No it does not. VNC is functional without any window manager, but will not handle windows for you, so in the end there will be a nice spotted screen with an âXâ as mouse cursor, but nothing to click. You can set simple (like xterm) or full-featured (like Gnome) window manager, but you have to set somethingâŚ
Excellent article, butâŚ
I had many troubles installing XFCE4 and XFCE4-goodies⌠At last I discovered that name has to be in lower case letters⌠please consider to correct the article because many people, like me, are used to copy&paste into the terminal.
Thanks a lot
Wow. Thank you for pointing this out. A Linux âhelpâ site that includes errors in the code? NO THANKS! Iâm trying to solve problems, not waste my time.
NB. Even knowing about the capitalization errors (which is a spelling error in Linux, inexcusable in âhelpâ site) these instructions just plain do not work at all. âsudo service vncserver@1 startâ returns the error âJob for vncserver@1.service failed because the control process exited with error code. See âsystemctl status vncserver@1.serviceâ and âjournalctl -xeâ for details.â Which, of course, being a linux site, is mentioned nowhere in the article, and googling for answers doesnât help at all, and this entire page was nothing but a 100% complete waste of my time.
Thank you for a good info. But doesnât anybody know how to start VNC server on 20.04 with default shell? There is no DISPLAY env var so nowhere to connect VNC server
Hi,
it doesnât work since no such thing like :0 in Xorg cmdline. I think that it is because of Wayland. Witth XFCE of course DISPLAY and maybe XAUTHORITY will help but not with Ubuntu desktop.

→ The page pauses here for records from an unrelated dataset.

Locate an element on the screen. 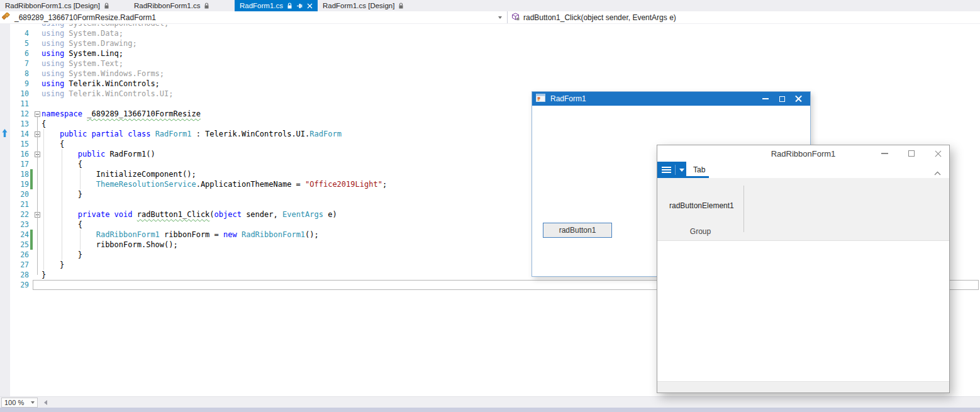  code-text: namespace _689289_1366710FormResize is located at coordinates (511, 114).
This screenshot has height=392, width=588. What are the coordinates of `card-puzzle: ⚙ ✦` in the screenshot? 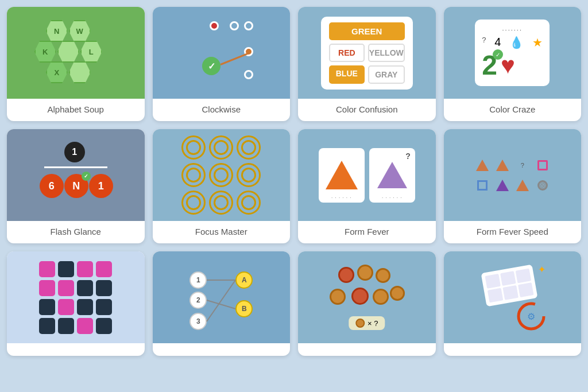 It's located at (513, 304).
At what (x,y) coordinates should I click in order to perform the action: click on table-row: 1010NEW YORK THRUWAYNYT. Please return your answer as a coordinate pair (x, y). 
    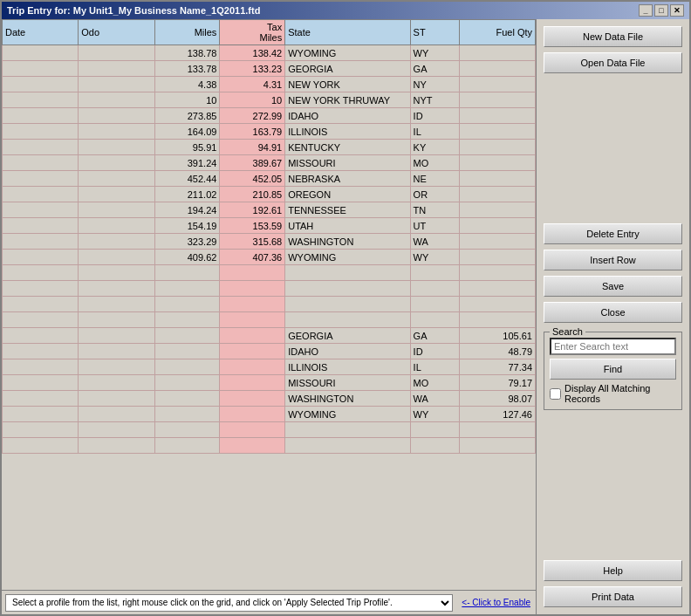
    Looking at the image, I should click on (269, 100).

Thank you for this article. The general VNC setup is good. The section on tunneling through SSH is helpful as well. Appreciate the notes on ss command explaining which port a VNC shows up on [had issues with this in the past]. Good to have this in the forefront of an article.
I was NOT able to get this working properly with xfce. I currently run xubuntu [which comes with xfce]. It would load, but window decorations were not available under VNC. After digging- looks like the xfce developers are aware⌠in the mean time, I used LXDE which appears to be another light weight window manager.
âXFCE4â and âXFCE4-goodiesâ should move to lowercase as previously mentioned⌠but for most Linux users, this should be easy to catch and resolve.
Most people arriving here want their normal GUI (systemctl isolate graphical). It should be possible. They should also be able to connect to a running session even if the server (workstation) is not headless - ala RDP. It also does not follow that the client will be running on Ubuntu (or Linux) either, maybe split the article and remove the client configuration. Maybe even split single and multi-logon usage. A 10yo with a $5 Pi can get this working (of course that is a lightweight WM). There are multiple use-cases from âTerminal Serverâ to âviewing local VM in fullscreenâ. This leans toward server installation (cloud?).